One never knew what odd notions my grandmother would get for that yellow box of “sand”. I vividly remember an incident when I was a young teen, a traumatic experience for all concerned. I was using my school home economics class recipe for no-bake cookies with a girlfriend and forgot to turn off the stove burner. A startled scream from the kitchen and the smell of acrid smoke brought us running.
I yelled, panicking as flames shot up over the saucepan, “I’m calling the fire department!”
I thought Grandma had taken leave of her senses when she ran to the bathroom and grabbed one of her yellow boxes!
“Grams, this is no time for brushing your teeth!”
I watched, as in slow motion, my grandmother flinging the box contents in one wide sweep over the stovetop. The flames dissolved into a pile of ashes, like the wicked witch of the west when she was doused with water by the scarecrow.
“Never mind,” I mumbled to the operator, “false alarm.”

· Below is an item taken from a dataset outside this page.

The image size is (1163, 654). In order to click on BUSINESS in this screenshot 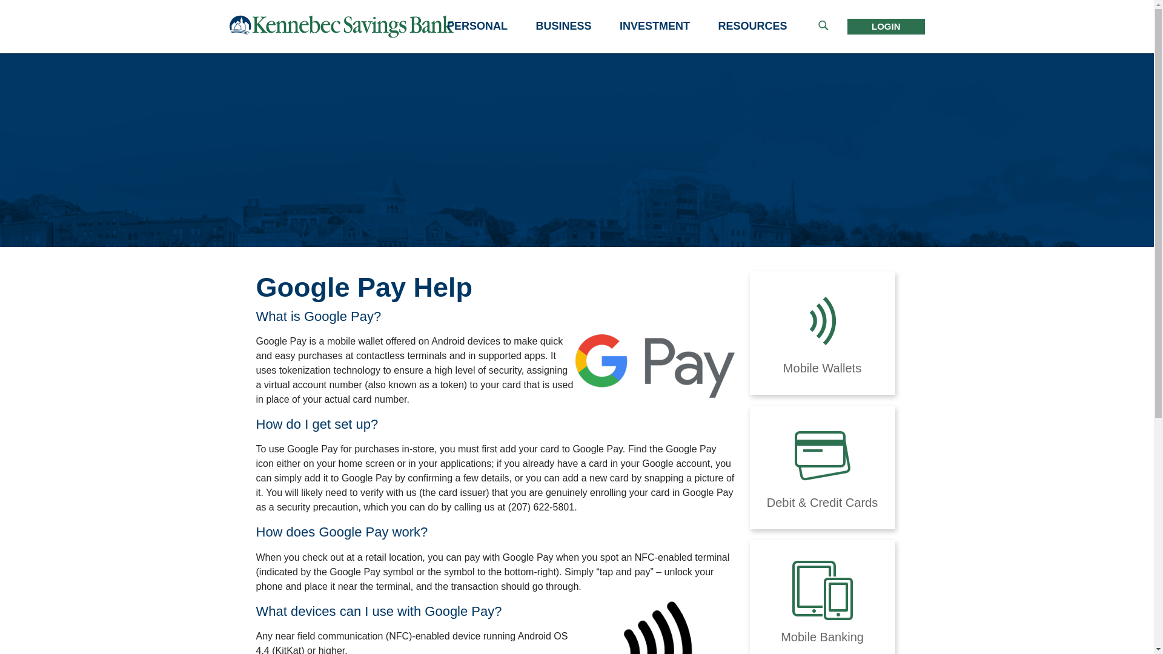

Now, I have to be honest. That baking powder really did the trick, and, as an extra bonus, the ashes cleaned up real good, giving that stove the shiniest, cleanest surface I had seen in a long time. Afterward, Grandma filled the charred cookie massed pan with water and another box of baking soda. The next day, the glistening pan was back in the orderly cupboard, as good as new. I became more perceptive whenever she had a yellow box of baking soda in tow. Kool-aid kitchen counter stains, laundry stains, the standard refrigerator deodorizer when Grandpa brought home his netted fish, even freshening up the vacuum cleaner bag! And her idea of filling a pair of my socks’ toes with the dry powder and stuffing them into my gym shoes overnight was an improvement that the whole family appreciated.
Her crowning achievement was the summer vacation I contracted a serious case of poison ivy while weeding out in back of Grandpa’s tool shed.
“Not the yellow box, AGAIN,” I complained, itchy and miserable, “Hey, that actually feels a little better, Grams! Can you put it—ah, right there! Oooh! Wonderful!”
I developed a deep respect for the little yellow boxes of baking soda. As the years progressed, I found that: putting baking soda paste on my son’s splintery foot overnight made the extraction painless . . . Blocked sink drains, liberally packed with baking soda followed by a couple quarts of boiling water eliminate a plumber’s visit . . . It’s great for a foot scrub and a bathtub soak for rashes and is a refreshing face scrub emollient.
Grandma’s gone to her eternal reward now, and it’s my turn for little yellow boxes of baking soda under the kitchen sink, in the bathrooms, in the laundry room and, of course, in the kitchen cupboard for baking—a side benefit.
My son was preparing for a “hot date” last year when he discovered we were out of mouthwash AND breath mints.
“Mom, not the baking soda AGAIN!”
His date that night resulted in a precious new daughter-in-law several months later.
“His first kiss was so refreshing and sweet, I could have eaten him up!”
Baking Soda Kisses. Hmmm. Sounds like a good novel.